How to count calories, without the hassle
The 4 methods to count calories, which one to pick, and how to stick with it. The key idea: aim for an honest range, not a fake exact number.
Counting calories simply means estimating the energy of what you eat and comparing it to your need. No method is accurate to the gram — and that's fine: to track your weight, a range and a trend are enough. Here's how, from the fastest method to the most precise.
The 4 methods to count calories
Each has its precision / effort trade-off. Often the best is to combine them: barcode for packaged food, photo for the rest.
- Photo. Snap your plate, an AI estimates the calories as a range. Ideal for composed dishes and restaurants, where weighing is impossible. See the photo method →
- Barcode. For any packaged product, scan the barcode and get the manufacturer's values: fast and precise, just adjust the portion.
- Weighing + tables. Kitchen scale + reference values (labels, tables like USDA): the most precise, but time-consuming. For those who want full control.
- Visual estimate. A palm of protein, a fist of carbs, a spoon of fat: imprecise but always available, perfect in a pinch.
Counting calories in 4 steps
Know your need. Estimate your daily expenditure (TDEE) with the calorie calculator: that's your reference point.
Set a goal. Eat below your need to lose weight (calorie deficit), above it to gain, or at balance to maintain.
Log your meals. Photo, barcode or weighing depending on the moment. Check the food calories for your staples.
Track the trend, not the number. Look at your weekly average and your weight trend: it's the range that tells you if it's working, not a total to the gram.
The mistakes that throw everything off
Three classic traps turn counting into a pointless chore. Avoiding them is how you last.
Forgetting the invisible calories. Cooking oil, sauces, a sugary drink: that's often where 200 to 400 kcal hide. Ignoring them throws off the whole total.
Chasing the exact number. Every estimate has a margin (often ±10 to 40%). Aiming for exactly "1,847 kcal" is an illusion: false precision discourages you for nothing.
Weighing everything, then quitting. The perfect but unsustainable method is useless. A simple method (photo, estimate) kept for months beats gram-level weighing dropped in a week.
Frequently asked questions
How do I start counting calories?+
Estimate your daily need with a calculator, set a goal, then log your meals with the easiest method for you: a photo for composed dishes, the barcode for packaged products. Aim for a range, not an exact number.
Do I have to weigh everything to count calories?+
No. Weighing with a scale and tables is the most precise, but not mandatory. A photo or visual estimate is plenty to track a trend and make progress without burning out.
How do I count calories at a restaurant?+
Without a label, snap your dish for a range, or start from known ballpark figures. The key is accepting a margin: at a restaurant, gram-level precision is impossible.
Is counting calories reliable?+
Yes for tracking a trend, as long as you accept a margin of error. Even official values assume a standard portion. What matters is consistency and the range, not false precision.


• WHAT THE EXERCISE ASKS
What you return should be the entries, unchanged, without their pictures.

[Stored data entries]
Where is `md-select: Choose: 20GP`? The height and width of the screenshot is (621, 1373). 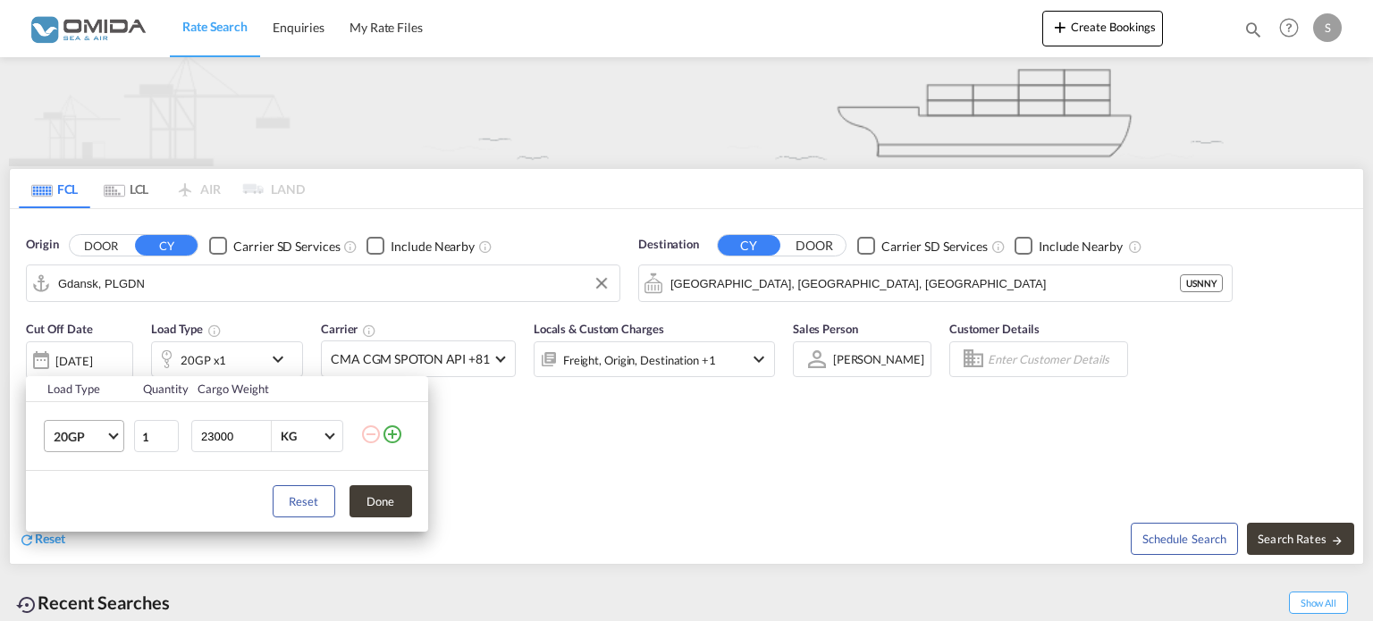
md-select: Choose: 20GP is located at coordinates (84, 436).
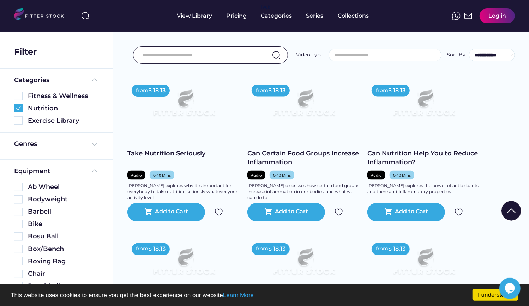  I want to click on img: search-normal%203.svg, so click(85, 16).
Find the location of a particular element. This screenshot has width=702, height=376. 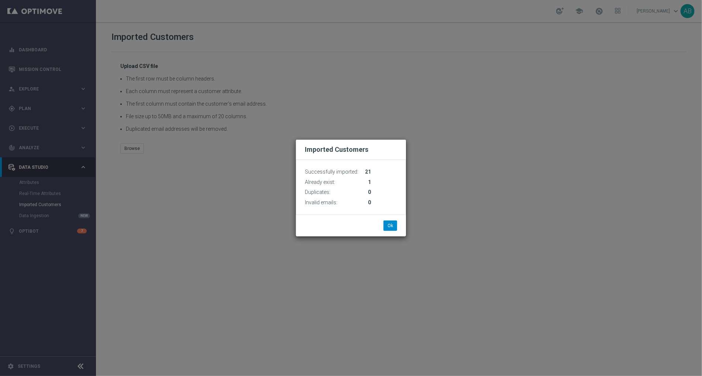

span: 1 is located at coordinates (370, 182).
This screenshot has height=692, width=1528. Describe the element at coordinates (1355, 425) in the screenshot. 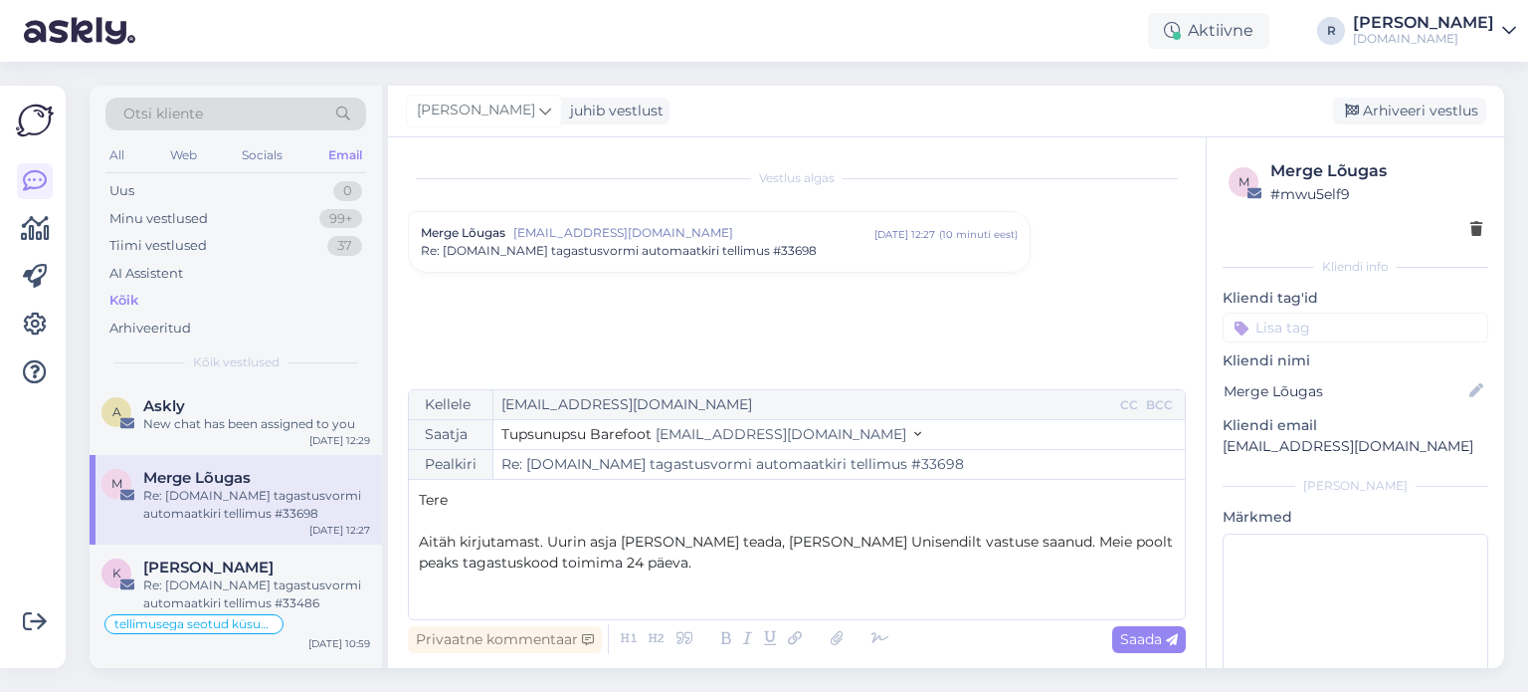

I see `p: Kliendi email` at that location.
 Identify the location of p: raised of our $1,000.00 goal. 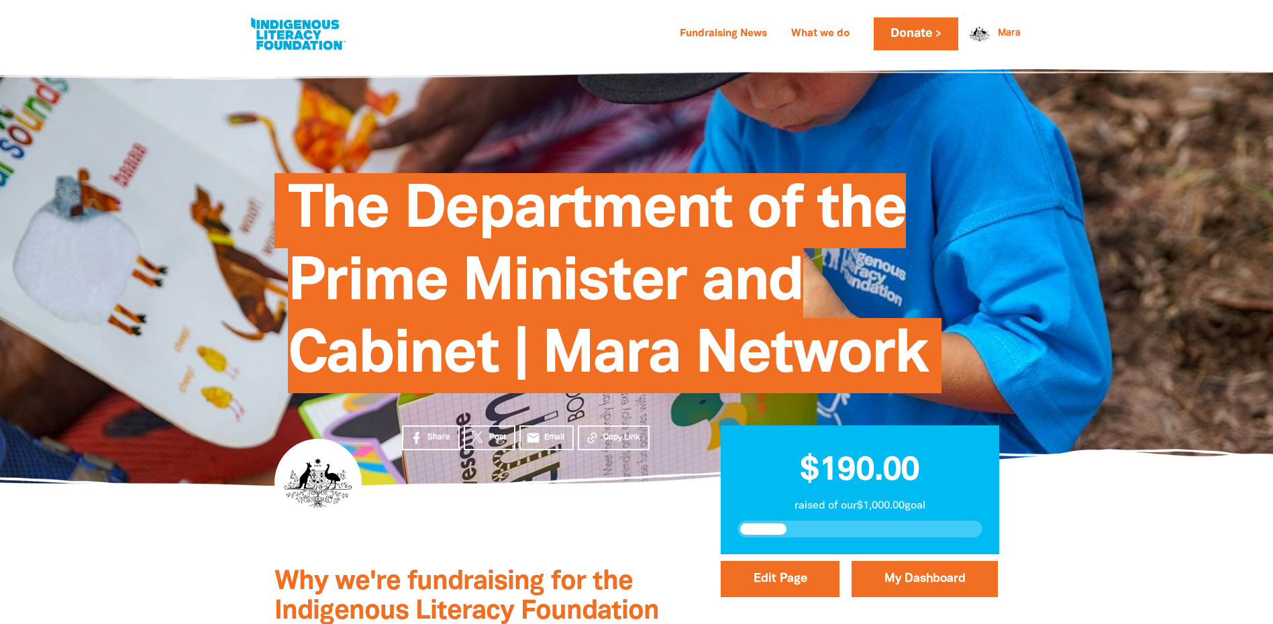
(859, 506).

• TASK RESPONSE
Where is `md-select: Choose: 20GP`? The height and width of the screenshot is (621, 1373). 
md-select: Choose: 20GP is located at coordinates (84, 436).
  I want to click on img: search-normal%203.svg, so click(85, 16).
Find the location of a particular element. This screenshot has width=702, height=376. 

span: 1 is located at coordinates (370, 182).
This screenshot has height=692, width=1528. Describe the element at coordinates (1355, 425) in the screenshot. 

I see `p: Kliendi email` at that location.
 Identify the location of p: raised of our $1,000.00 goal. 
(859, 506).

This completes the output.